Yonge (pronounced Young) Street is not only the main artery here in Toronto, but is also, according to the locals, the longest street in the world (they like being the biggest in anything in North America). The almost permanent inhabitants are pimps, hookers, and blasphemous street people, and in the bordering bars this week the almost permanent talk has been of the Breeders' Cup and Cigar. He's that sort of horse - an animal that is a conduit into the greater sport.

Bill Mott and his team are shepherding not so much a horse as a reputation these days, and they are sharply aware of how a horse's last race can put a spin on its entire career. They want an elongated drum roll and a huge crash of cymbals to announce Cigar's final efforts. "I want to win it absolutely, it's very important," the trainer said. "I'm not saying it's okay if he gets beat because he's done enough in his career. He has, but since we've made the decision to run him in the Classic, we're here to win, we're not here to watch him get beat.''

The portents are that he will not succumb. Cigar is a different animal from the tired bag of bones that returned from defeat at Del Mar and he appears to have enjoyed his revolutions of Woodbine beneath his exercise rider, Gerard Guenther. The body language has also pleased Mott. "I can tell he likes it here by the way he swings his rear end when he's on the way home," he said, "he was prancing, he liked the air, liked everything about the place."

Nevertheless, the big horse now looks vulnerable after defeats on either American coast. Mott, however, considers a mathematical equation to put the hero's feats into perspective. "I don't think of him losing two of his last three, I ponder about winning 17 of his last 19,'' the trainer added. "He doesn't have to prove anything because he's withstood the test of time. The question is has he got one more big one in him, and to me he's every bit as good as he was last year approaching this same race. I don't see anything I don't like."

By his deeds alone Cigar has made Jerry Bailey a very rich man, but the jockey who has marshalled the horse with no little skill sees his collaborator as more than his meal ticket. He likes him and his career will be diminished when it is time for Cigar to go.

"I'm sad to see this all winding down," he said after partnering the bay in his final serious preparation. "It was emotional going out there today, knowing it might be his last work.

"Cigar has run so many great races that you start taking him for granted, you assume he's going to run the same way every time, but he has a lot of miles on him and every horse only has so many races in him. There are things a jockey can do to help a horse and now is the time for me to help Cigar. He's carried me all this time."

It is apposite that Cigar's career ends here as Woodbine was also the terminus for another great horse, Northern Dancer. His blood is still sloshing around in many of today's supreme animals, including Cigar himself, who is a great grandson.

Northern Dancer was foaled near here at Eddie Taylor's Windfields Farm at Oshawa, and was so insignificant and puny as a youngster that he failed to attract any bids at auction.
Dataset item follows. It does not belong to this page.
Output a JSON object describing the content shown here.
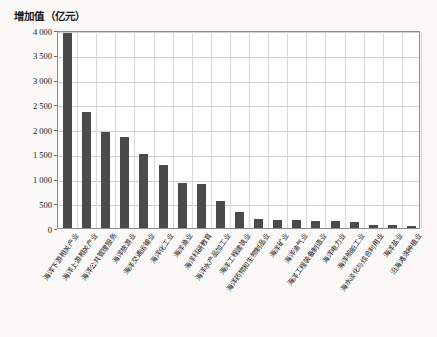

This was no reliable precursor, however, as the little colt went on to capture two legs of the American Triple Crown before becoming the most potent lothario the breeding sheds have ever contained. In January of 1985 a nomination to the then 24-year-old stallion for a single sexual delivery went for $1m. We have him to thank, in part at least, for Cigar.
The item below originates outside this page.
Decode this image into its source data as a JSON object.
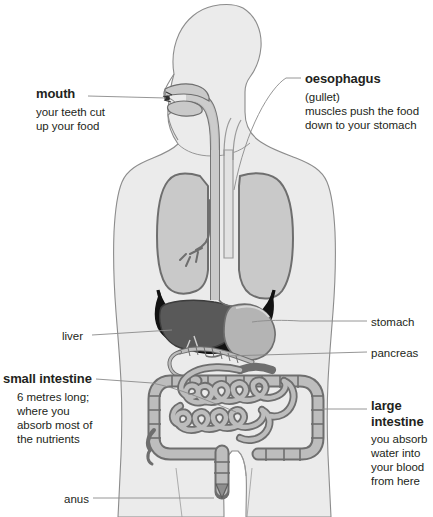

Northern Dancer bowed out after bowing a tendon here in the Queen's Plate, and is just one of the celebrated figures to have graced Woodbine's rich turf. When the ghosts come out to play on the big oval, they are also transported by the likes of the Big Red himself, Secretariat, Dahlia and Snow Knight, the only Derby winner to develop into a telling force in North America.
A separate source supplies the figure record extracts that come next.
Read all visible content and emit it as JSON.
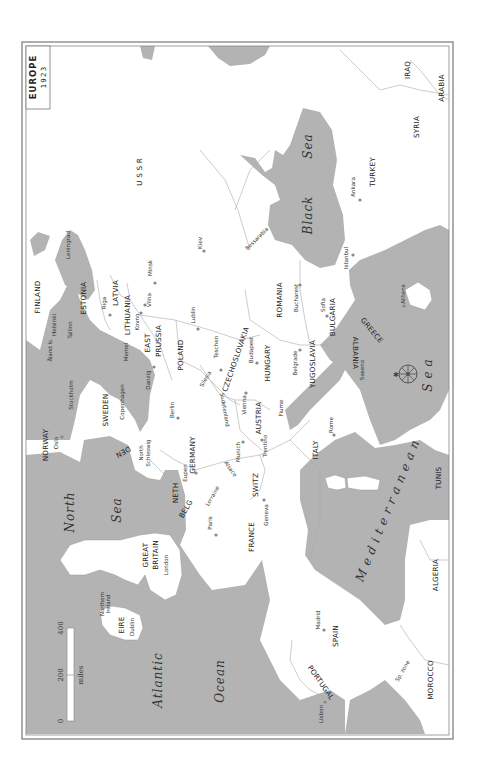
{
  "title": {
    "main": "EUROPE",
    "year": "1923"
  },
  "orientation": "rotated 90 degrees; north points left",
  "scale": {
    "ticks": [
      "0",
      "200",
      "400"
    ],
    "unit": "miles"
  },
  "seas": {
    "north_sea": [
      "North",
      "Sea"
    ],
    "atlantic": [
      "Atlantic",
      "Ocean"
    ],
    "black_sea": [
      "Black",
      "Sea"
    ],
    "mediterranean": [
      "Mediterranean",
      "Sea"
    ]
  },
  "countries": {
    "norway": "NORWAY",
    "sweden": "SWEDEN",
    "finland": "FINLAND",
    "estonia": "ESTONIA",
    "latvia": "LATVIA",
    "lithuania": "LITHUANIA",
    "east_prussia_1": "EAST",
    "east_prussia_2": "PRUSSIA",
    "ussr": "U S S R",
    "poland": "POLAND",
    "germany": "GERMANY",
    "den": "DEN",
    "neth": "NETH",
    "belg": "BELG",
    "great_britain_1": "GREAT",
    "great_britain_2": "BRITAIN",
    "eire": "EIRE",
    "france": "FRANCE",
    "switz": "SWITZ",
    "austria": "AUSTRIA",
    "czechoslovakia": "CZECHOSLOVAKIA",
    "hungary": "HUNGARY",
    "romania": "ROMANIA",
    "yugoslavia": "YUGOSLAVIA",
    "bulgaria": "BULGARIA",
    "albania": "ALBANIA",
    "greece": "GREECE",
    "italy": "ITALY",
    "spain": "SPAIN",
    "portugal": "PORTUGAL",
    "turkey": "TURKEY",
    "syria": "SYRIA",
    "iraq": "IRAQ",
    "arabia": "ARABIA",
    "tunis": "TUNIS",
    "algeria": "ALGERIA",
    "morocco": "MOROCCO"
  },
  "cities": {
    "oslo": "Oslo",
    "stockholm": "Stockholm",
    "helsinki": "Helsinki",
    "tallinn": "Tallinn",
    "leningrad": "Leningrad",
    "riga": "Riga",
    "kovno": "Kovno",
    "vilna": "Vilna",
    "minsk": "Minsk",
    "kiev": "Kiev",
    "memel": "Memel",
    "danzig": "Danzig",
    "copenhagen": "Copenhagen",
    "berlin": "Berlin",
    "lublin": "Lublin",
    "teschen": "Teschen",
    "vienna": "Vienna",
    "budapest": "Budapest",
    "bucharest": "Bucharest",
    "sofia": "Sofia",
    "istanbul": "Istanbul",
    "ankara": "Ankara",
    "athens": "Athens",
    "belgrade": "Belgrade",
    "fiume": "Fiume",
    "rome": "Rome",
    "munich": "Munich",
    "trentino": "Trentino",
    "geneva": "Geneva",
    "paris": "Paris",
    "eupen": "Eupen",
    "london": "London",
    "dublin": "Dublin",
    "madrid": "Madrid",
    "lisbon": "Lisbon",
    "saseno": "Saseno"
  },
  "regions": {
    "aland": "Åland Is.",
    "north_schleswig_1": "North",
    "north_schleswig_2": "Schleswig",
    "silesia": "Silesia",
    "sudetenland": "Sudetenland",
    "bessarabia": "Bessarabia",
    "alsace": "Alsace",
    "lorraine": "Lorraine",
    "northern_ireland_1": "Northern",
    "northern_ireland_2": "Ireland",
    "dodecanese": "Dodecanese",
    "sp_zone": "Sp. zone"
  }
}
To that list we now have to add Cigar. For the last time, the six-year- old will be led to battle, from Woodbine stall 14, growl his way around the weeping willows of the paddock, and then take his macho shape out for the final conflict. It will pay those who witness this display to savour it because Cigar, like the other horses already in the pantheon, will be truly appreciated only after he has gone.